The SEC and CFTC issued joint interpretive guidance on March 17, 2026, classifying 16 cryptocurrencies including Bitcoin and Ethereum as digital commodities.
The Securities and Exchange Commission and the Commodity Futures Trading Commission released a joint 68-page interpretive guidance document on March 17, 2026, establishing a framework that classifies 16 cryptocurrencies as digital commodities and ending a decade of regulatory ambiguity.
The guidance names Bitcoin, Ethereum, XRP, Dogecoin, Solana, Cardano, Bitcoin Cash, Aptos, Avalanche, Hedera, Litecoin, Polkadot, Shiba Inu, Stellar, Tezos, and Chainlink as digital commodities. This classification places these assets under CFTC jurisdiction for spot markets and SEC jurisdiction for derivatives and lending products that involve securities-like contracts.
The joint statement also introduced a new taxonomy beyond digital commodities. Digital collectibles receive separate treatment for items with unique properties and limited utility. Digital tools cover tokens with specific protocol function. Stablecoins are recognized as a distinct category with separate prudential rules. Digital securities remain under SEC purview when issued as investment contracts under Howey test principles.
SEC chair Paul Atkins and CFTC chair Christy Goldsmith Romm signed the guidance together, signaling unprecedented interagency alignment. Previous attempts at joint rulemaking had foundered on jurisdictional disputes. This effort succeeded by clarifying spheres of influence rather than fighting for control of the entire space.
The guidance ruled definitively on several activities that had remained legally uncertain. Protocol mining does not constitute a securities transaction. Staking rewards are not securities offerings. Certain airdrops fall outside securities regulation. Wrapped tokens—representing underlying assets on different blockchains—do not automatically become securities by virtue of wrapping. These clarifications unblocked years of development that had stalled pending regulatory certainty.
The classification framework prioritizes the nature of the asset rather than the identity of those operating related infrastructure. A token can be a digital commodity even if issued by a centralized entity. Its classification depends on whether it functions as a commodity—a fungible good with spot markets—rather than on governance structures or the motives of issuers.
Institutional capital had waited for this clarity. The guidance was immediately praised by the asset management industry. Fidelity, BlackRock, and Grayscale issued statements within hours. Bitcoin and Ethereum ETFs, already approved, became unambiguously appropriate institutional holdings. Spot ETFs for the other 14 classified assets moved toward approval processes that had stalled without explicit commodity classification.
This ruling also mattered for custody and prime brokerage services. Banks and traditional finance firms needed legal cover to offer services around these assets. The CFTC and SEC guidance provided that cover, allowing the financial system to integrate crypto assets without fear of sudden reclassification or enforcement action.
The guidance noted that classification decisions were based on current use and characteristics. New tokens would be evaluated case-by-case using the framework outlined. This preserved regulatory flexibility while providing clear principles. The effect was to move toward rules-based regulation rather than the prior enforcement-first approach that had characterized the 2021-2024 period.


### Your task
Scan the records for the string "arrow", then copy each line that has it.

(Figure collection entries)
####################
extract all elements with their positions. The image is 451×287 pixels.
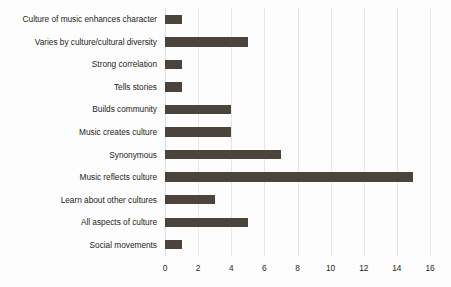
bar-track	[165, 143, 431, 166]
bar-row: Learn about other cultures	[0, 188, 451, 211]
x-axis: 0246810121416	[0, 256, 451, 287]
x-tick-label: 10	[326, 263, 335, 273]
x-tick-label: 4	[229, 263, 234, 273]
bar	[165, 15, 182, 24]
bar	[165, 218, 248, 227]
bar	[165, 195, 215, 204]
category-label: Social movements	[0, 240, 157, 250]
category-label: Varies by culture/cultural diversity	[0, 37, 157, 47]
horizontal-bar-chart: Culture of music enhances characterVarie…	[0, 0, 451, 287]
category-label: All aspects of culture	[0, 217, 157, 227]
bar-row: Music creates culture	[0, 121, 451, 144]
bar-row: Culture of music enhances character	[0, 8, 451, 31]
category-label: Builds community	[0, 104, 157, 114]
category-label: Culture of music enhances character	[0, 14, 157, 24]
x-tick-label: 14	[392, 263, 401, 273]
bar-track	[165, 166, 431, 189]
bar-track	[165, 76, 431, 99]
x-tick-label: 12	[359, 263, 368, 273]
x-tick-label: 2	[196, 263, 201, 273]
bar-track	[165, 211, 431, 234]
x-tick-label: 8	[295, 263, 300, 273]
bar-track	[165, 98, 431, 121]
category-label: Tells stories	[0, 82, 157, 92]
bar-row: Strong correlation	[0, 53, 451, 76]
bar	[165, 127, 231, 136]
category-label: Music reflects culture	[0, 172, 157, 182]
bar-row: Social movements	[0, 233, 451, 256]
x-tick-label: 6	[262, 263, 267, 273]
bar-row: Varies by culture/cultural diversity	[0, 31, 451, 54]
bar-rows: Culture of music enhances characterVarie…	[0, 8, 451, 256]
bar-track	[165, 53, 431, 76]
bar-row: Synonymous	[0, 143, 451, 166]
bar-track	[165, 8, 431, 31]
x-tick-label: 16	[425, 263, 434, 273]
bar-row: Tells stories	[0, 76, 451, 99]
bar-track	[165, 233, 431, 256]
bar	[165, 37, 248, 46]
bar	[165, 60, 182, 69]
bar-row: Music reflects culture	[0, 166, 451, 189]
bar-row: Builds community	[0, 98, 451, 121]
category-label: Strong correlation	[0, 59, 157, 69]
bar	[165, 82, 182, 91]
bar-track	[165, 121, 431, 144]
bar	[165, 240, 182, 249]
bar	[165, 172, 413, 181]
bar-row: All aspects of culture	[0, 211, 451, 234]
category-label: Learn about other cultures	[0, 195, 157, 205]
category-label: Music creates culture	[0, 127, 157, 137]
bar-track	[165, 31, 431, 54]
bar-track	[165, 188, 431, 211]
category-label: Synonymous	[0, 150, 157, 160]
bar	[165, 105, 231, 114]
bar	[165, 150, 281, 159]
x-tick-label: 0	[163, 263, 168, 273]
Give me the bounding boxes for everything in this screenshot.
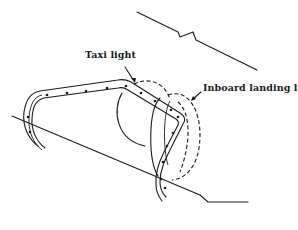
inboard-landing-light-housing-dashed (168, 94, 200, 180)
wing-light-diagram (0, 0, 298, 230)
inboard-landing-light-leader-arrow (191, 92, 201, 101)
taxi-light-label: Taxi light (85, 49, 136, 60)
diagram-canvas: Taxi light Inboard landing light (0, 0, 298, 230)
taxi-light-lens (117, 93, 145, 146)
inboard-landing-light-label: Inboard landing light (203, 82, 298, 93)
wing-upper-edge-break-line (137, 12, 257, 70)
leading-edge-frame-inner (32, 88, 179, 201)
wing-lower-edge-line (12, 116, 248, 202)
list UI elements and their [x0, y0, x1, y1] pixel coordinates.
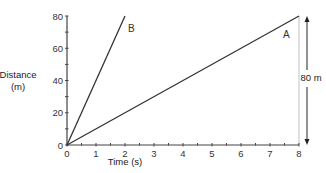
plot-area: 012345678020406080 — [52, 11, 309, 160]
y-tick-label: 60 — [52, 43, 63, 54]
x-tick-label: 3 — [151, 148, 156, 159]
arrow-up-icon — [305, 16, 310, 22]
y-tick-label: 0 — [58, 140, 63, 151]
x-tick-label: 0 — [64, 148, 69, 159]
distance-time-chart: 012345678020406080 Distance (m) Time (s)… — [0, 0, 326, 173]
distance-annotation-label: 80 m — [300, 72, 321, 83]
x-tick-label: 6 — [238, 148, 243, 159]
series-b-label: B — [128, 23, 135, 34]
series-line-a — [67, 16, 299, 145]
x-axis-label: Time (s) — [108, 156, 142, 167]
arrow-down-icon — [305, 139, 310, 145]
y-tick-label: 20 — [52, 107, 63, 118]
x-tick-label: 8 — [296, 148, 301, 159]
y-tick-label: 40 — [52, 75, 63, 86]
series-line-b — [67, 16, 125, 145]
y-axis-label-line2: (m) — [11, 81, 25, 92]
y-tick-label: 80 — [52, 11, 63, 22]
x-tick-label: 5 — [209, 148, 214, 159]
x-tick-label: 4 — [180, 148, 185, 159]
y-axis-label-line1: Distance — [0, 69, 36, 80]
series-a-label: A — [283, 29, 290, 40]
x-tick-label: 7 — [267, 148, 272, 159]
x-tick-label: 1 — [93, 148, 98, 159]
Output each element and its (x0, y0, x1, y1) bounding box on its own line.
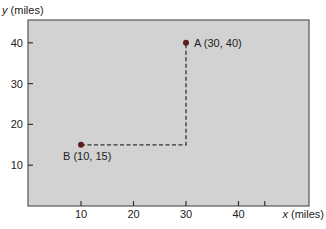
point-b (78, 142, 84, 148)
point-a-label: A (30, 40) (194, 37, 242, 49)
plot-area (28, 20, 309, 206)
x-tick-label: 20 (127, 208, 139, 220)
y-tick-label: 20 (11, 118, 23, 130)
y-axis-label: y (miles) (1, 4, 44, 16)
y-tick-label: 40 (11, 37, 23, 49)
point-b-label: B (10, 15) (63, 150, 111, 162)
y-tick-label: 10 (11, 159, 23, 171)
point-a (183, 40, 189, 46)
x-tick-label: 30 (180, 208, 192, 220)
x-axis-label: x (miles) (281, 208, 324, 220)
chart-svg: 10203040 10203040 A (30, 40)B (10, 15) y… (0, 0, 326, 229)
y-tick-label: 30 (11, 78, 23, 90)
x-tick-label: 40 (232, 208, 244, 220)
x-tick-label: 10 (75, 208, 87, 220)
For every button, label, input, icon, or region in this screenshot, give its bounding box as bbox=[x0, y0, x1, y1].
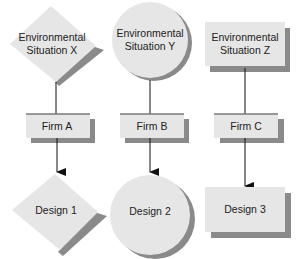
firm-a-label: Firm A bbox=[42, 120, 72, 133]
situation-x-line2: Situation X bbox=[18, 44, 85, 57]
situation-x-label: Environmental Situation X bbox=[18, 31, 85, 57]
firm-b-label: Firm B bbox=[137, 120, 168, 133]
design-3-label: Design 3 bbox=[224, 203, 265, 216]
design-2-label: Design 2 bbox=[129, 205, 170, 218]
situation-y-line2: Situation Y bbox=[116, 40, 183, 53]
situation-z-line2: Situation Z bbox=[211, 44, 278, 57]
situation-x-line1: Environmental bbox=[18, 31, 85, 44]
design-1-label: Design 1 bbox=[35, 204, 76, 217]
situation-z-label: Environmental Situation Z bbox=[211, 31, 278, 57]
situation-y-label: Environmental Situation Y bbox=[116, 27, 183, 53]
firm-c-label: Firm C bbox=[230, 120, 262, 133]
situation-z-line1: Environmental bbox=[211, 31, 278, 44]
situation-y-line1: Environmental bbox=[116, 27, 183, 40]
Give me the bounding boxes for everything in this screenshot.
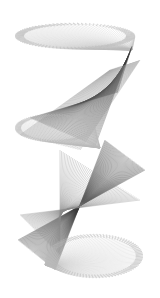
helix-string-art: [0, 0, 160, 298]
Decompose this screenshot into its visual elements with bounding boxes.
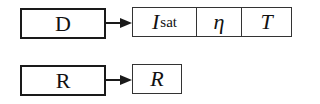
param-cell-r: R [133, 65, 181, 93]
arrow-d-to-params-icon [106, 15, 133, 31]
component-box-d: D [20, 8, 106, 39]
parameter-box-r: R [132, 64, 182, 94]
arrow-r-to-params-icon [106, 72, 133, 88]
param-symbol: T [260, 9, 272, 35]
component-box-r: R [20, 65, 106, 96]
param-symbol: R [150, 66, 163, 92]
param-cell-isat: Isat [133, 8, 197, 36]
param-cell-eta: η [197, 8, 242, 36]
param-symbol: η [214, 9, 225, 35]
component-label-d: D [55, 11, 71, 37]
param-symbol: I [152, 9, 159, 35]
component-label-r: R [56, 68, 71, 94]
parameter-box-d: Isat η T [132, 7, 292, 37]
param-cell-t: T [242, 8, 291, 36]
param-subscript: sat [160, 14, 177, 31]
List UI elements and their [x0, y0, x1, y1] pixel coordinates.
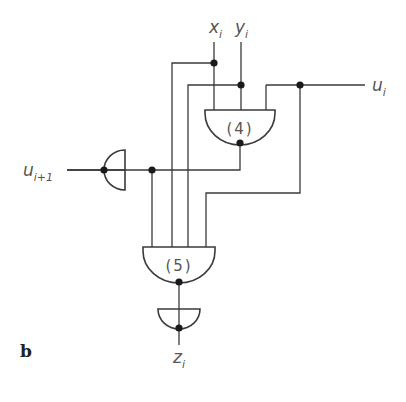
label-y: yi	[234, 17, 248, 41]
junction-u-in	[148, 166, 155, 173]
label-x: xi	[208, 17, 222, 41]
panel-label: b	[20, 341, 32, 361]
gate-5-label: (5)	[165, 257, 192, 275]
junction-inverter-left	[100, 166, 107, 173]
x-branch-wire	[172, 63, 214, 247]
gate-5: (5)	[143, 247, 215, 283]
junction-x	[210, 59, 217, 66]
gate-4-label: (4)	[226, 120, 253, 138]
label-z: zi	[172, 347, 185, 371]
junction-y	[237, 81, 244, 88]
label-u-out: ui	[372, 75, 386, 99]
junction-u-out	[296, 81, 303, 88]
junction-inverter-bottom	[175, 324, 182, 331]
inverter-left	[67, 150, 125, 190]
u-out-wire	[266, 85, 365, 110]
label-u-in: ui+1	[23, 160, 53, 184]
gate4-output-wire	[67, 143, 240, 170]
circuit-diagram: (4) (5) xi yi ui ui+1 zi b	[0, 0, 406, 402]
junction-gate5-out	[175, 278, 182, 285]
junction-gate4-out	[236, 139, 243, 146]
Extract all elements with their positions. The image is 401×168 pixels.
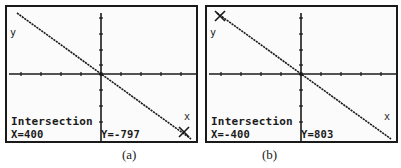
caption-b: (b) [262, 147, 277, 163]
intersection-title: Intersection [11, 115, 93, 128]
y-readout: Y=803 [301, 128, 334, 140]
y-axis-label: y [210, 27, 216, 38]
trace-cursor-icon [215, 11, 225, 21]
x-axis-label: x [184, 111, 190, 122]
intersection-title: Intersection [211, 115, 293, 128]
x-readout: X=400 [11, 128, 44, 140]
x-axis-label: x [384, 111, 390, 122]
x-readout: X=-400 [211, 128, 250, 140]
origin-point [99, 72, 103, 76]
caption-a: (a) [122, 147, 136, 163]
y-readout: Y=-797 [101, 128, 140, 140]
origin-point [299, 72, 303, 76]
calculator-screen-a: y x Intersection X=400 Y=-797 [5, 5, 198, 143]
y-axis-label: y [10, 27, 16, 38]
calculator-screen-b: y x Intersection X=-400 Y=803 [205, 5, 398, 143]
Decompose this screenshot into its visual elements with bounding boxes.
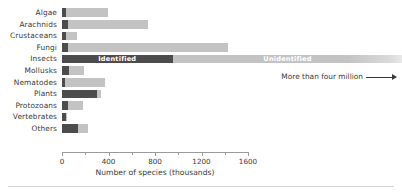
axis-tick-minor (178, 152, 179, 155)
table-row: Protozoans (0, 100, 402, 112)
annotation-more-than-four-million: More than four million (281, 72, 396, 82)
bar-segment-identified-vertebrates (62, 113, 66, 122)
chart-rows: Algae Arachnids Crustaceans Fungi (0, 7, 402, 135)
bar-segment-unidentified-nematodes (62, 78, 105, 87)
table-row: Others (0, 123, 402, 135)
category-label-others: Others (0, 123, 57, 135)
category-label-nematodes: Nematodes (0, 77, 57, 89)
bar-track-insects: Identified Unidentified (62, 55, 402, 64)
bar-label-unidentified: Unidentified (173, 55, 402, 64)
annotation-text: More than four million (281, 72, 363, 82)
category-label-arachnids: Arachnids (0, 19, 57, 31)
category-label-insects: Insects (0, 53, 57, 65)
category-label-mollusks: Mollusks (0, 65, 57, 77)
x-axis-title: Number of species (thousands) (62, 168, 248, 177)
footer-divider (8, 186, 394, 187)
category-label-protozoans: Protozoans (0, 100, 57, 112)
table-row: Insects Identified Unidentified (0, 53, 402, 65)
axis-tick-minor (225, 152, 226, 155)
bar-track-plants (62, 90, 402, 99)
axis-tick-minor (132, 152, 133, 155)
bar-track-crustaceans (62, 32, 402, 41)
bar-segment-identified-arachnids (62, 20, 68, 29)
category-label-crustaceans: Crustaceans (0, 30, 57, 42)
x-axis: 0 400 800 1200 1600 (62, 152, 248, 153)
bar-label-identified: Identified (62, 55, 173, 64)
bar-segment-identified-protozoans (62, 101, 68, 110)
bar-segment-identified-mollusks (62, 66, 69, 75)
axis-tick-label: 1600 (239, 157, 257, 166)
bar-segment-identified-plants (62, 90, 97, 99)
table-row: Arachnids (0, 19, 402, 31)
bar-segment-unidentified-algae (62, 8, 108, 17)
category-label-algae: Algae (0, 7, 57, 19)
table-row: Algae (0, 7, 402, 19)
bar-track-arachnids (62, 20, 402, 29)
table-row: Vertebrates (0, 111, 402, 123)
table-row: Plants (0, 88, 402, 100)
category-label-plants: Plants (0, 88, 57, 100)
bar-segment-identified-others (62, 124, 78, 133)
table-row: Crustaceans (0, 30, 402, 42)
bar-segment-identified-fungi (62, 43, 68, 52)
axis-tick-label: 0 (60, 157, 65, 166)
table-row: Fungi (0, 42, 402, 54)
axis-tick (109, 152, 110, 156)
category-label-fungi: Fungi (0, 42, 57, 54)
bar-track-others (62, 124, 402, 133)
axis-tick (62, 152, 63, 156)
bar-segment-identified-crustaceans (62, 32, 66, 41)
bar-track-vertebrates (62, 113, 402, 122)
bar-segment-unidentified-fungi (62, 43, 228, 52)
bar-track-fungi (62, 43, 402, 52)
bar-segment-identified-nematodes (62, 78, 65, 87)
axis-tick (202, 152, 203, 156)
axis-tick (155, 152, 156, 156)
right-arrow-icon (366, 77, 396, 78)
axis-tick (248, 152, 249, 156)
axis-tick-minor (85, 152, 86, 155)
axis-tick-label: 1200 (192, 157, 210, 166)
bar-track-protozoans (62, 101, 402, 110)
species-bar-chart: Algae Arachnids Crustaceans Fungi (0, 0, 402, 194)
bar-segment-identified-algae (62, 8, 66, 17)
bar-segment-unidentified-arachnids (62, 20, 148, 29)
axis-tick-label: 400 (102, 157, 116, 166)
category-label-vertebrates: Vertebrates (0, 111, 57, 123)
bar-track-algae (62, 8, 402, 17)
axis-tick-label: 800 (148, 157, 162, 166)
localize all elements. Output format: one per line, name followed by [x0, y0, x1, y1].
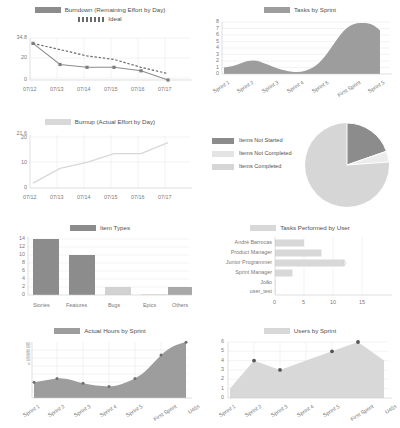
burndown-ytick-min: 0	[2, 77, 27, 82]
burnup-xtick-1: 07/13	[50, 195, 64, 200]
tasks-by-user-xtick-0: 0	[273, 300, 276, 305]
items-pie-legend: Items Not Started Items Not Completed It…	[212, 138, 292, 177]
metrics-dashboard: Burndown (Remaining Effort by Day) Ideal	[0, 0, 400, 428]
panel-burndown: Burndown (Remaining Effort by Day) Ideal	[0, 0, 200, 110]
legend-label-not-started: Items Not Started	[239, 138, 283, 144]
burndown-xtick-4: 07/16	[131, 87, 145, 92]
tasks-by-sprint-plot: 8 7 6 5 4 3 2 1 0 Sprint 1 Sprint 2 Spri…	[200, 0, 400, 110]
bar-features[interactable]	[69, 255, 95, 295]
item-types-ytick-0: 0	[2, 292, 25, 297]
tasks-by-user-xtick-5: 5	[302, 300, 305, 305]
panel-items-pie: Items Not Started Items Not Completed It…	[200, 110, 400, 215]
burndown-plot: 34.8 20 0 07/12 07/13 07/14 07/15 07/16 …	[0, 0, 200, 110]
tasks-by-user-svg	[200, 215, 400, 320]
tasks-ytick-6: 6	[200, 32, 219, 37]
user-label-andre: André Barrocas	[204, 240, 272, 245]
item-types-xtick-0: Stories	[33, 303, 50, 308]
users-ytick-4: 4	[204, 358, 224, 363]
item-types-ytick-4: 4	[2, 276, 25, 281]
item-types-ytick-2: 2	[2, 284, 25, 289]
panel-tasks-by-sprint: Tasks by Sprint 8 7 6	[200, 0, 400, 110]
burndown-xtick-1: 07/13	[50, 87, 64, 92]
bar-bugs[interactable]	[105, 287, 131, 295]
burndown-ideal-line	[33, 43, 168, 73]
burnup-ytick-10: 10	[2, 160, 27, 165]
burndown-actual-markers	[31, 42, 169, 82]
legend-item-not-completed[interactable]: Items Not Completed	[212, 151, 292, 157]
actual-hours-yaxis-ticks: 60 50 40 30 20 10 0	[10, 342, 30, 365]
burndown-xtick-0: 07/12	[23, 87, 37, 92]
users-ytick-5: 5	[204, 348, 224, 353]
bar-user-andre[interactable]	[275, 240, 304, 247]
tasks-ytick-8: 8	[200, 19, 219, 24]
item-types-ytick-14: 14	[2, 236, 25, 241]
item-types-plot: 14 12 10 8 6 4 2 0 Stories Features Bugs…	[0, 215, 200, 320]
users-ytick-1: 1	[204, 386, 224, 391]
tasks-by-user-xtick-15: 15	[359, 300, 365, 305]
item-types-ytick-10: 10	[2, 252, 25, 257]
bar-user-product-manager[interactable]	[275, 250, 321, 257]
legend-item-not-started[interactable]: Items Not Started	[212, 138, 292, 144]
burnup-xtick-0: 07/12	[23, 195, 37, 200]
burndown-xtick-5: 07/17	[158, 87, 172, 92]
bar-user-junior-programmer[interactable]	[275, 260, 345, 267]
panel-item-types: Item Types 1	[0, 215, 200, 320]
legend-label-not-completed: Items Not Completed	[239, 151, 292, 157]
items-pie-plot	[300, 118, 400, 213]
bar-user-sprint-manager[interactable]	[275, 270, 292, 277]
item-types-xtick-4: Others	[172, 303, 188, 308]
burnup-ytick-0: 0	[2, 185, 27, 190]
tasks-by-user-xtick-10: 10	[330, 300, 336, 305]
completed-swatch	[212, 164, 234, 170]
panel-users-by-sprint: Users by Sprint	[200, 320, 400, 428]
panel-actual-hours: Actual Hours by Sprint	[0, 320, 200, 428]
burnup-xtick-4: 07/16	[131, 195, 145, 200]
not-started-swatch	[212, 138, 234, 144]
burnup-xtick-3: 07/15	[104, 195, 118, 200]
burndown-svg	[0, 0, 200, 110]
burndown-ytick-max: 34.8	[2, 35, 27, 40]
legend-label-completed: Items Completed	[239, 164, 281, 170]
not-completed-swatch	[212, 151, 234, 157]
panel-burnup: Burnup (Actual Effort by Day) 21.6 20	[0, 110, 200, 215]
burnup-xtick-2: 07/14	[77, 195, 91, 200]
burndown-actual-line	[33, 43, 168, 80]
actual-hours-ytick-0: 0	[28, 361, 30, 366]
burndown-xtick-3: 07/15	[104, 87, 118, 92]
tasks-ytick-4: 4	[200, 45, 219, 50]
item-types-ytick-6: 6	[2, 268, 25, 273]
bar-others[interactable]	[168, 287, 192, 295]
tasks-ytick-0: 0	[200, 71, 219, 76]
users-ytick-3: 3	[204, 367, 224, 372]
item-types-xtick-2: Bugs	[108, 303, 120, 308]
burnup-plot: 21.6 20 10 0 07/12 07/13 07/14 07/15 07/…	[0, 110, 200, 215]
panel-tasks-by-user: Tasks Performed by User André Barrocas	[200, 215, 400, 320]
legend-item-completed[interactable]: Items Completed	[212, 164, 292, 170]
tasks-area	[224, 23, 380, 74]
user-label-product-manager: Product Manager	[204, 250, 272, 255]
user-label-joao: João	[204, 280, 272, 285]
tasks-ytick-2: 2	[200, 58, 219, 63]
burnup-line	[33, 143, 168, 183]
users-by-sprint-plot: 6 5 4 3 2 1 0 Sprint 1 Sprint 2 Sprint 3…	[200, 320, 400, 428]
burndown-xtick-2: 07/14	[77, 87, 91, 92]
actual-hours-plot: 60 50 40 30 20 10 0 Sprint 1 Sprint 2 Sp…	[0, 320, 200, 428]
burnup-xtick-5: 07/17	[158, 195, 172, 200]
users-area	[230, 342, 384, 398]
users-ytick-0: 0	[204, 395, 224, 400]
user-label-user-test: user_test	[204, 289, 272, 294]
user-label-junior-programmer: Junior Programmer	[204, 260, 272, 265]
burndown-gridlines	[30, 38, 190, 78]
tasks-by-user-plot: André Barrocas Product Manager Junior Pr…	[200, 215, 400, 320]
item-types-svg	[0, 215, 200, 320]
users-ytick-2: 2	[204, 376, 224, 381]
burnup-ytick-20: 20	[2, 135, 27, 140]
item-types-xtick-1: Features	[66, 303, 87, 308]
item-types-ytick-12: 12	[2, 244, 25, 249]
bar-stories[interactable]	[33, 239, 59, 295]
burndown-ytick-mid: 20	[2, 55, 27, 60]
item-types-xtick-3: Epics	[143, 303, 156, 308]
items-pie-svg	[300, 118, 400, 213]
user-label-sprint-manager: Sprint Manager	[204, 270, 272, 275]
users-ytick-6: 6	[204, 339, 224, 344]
####################
### Solution below
inboard-landing-light-leader-arrow (191, 92, 201, 101)
arrow-up-icon — [305, 16, 310, 22]
arrow-down-icon — [305, 139, 310, 145]
arrow-d-to-params-icon [106, 15, 133, 31]
arrow-r-to-params-icon [106, 72, 133, 88]
right-arrow-icon (366, 77, 396, 78)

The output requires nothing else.